After the sinking of the Cheonan, which killed 46 in waters near the maritime border, the Lee administration imposed a moratorium on travel to the North as well as state funding of the NGOs.

Park Hyun-seok, secretary general of the Korea NGO Council for Cooperation with North Korea (KNCCNK), a coalition of 56 groups, said as many as 16 groups have folded as a result of the measures.

Others have failed to settle their membership dues, and the KNCCNK has had to postpone its annual pan-coalition meeting as the groups figure out how to budget for the year.

The groups are now forced to rely on private-sector funding, but even that is drying up.

“It is a difficult situation, given the government policy and the fact that public sentiment has turned conservative after the Yeonpyeong incident,” said Park, who also heads aid group New World Nice People.

“We despise the Kim Jong-il regime, too. But mustn’t we love our fellow Koreans? This is our pitiful situation.”

'We must start the process'

After torrential summer rains caused the Yalu River to flood last summer, 10 KCCNK groups were mobilized to provide food supplies such as flour and powdered milk, and medical items such as cold medicine.

But after the shelling, which killed four, including two civilians, all humanitarian aid was shut down. Soon after, a white paper released by the Ministry of Unification declared a formal end to the Sunshine era.

But according to Lee Jong-joo, a spokeswoman of the Unification Ministry that oversees inter-Korean affairs, the door could soon open for the resumption of aid activities.

“The possibility is there,” she said. “We definitely have an idea to resume our funding of NGOs. But the North needs to change its behavior.”

Seoul wants the North to apologize for the two provocations and show its genuine intent to dismantle its nuclear program before aid restarts.

If it does denuclearize, the administration has said it is ready to mobilize massive economic aid.

Officials say Seoul is willing to engage working-level talks with the North in mid-February to pave the way for high-level military talks, the first such meetings since the shelling.

Resumption of inter-Korean dialogue “is a long process,” the spokeswoman said. “This does not mean we must finish the process in order for us to resume aid. But we must start the process.”

“We know it is so important to provide humanitarian aid. For humanitarian reasons, we are willing to give aid. We are trying to find room to do so.”

The ministry says it will prioritize human rights and the conditions of the North Korean people this year. A pillar of that plan, Lee said, is to provide funds to South Korean NGOs. “We definitely understand how difficult the situation is for the NGOs,” she said.

Ready to mobilize

Coalition head Park, who maintains communication with the North Korean government, said Pyongyang’s calls for aid have intensified since the new year as the North gets hit with brutally cold winters.

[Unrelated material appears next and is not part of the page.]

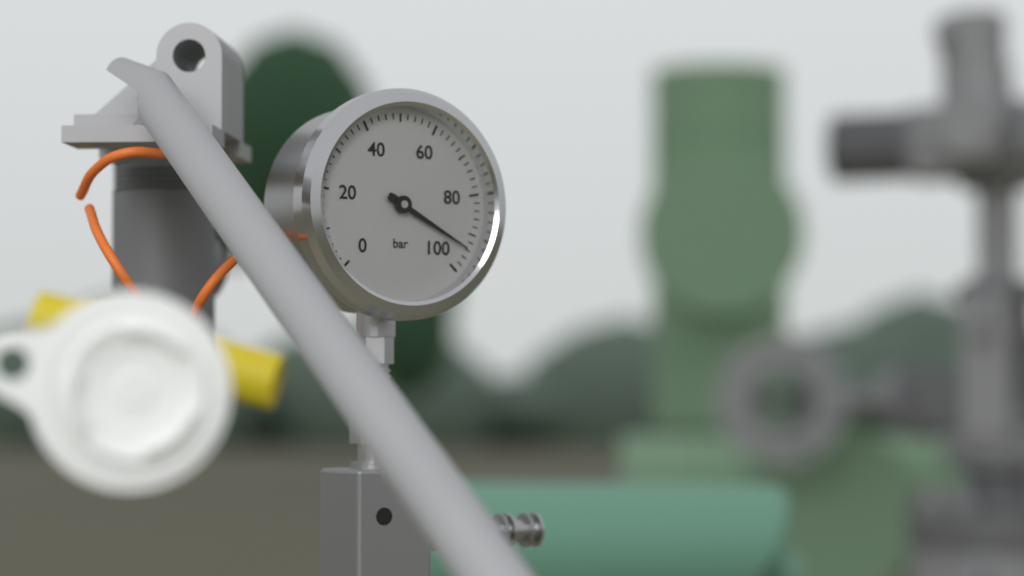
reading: 94 bar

The North has gone as far as proposing a meeting with the KNCCNK in February to discuss aid requests, but so far, the government has yet to approve the meeting.

Meanwhile, NGOs from European countries have stepped up efforts, according to reports, in areas such as health care, agriculture and food research.

Eugene Bell, a U.S.-based NGO with a South Korean branch, has been running a program to tackle the tuberculosis epidemic in the country, in particular a dangerous strain of the disease known as multi-drug-resistant TB. The group last visited the North in November, where it has some 550 patients.

Meanwhile, neither Park nor Kang were overly optimistic that the recent overtures at inter-Korean dialogue would result in the lifting of the restrictions, but both said they were ready to mobilize at anytime.

For now, though, they continue to vent frustration towards the administration.

“We are not interested in politics or foreign policy,” Park said, his voice breaking up. “It is one thing for the government to cease their support; but for it to prevent even us from acting is surely too harsh. They need to open up a path for us.”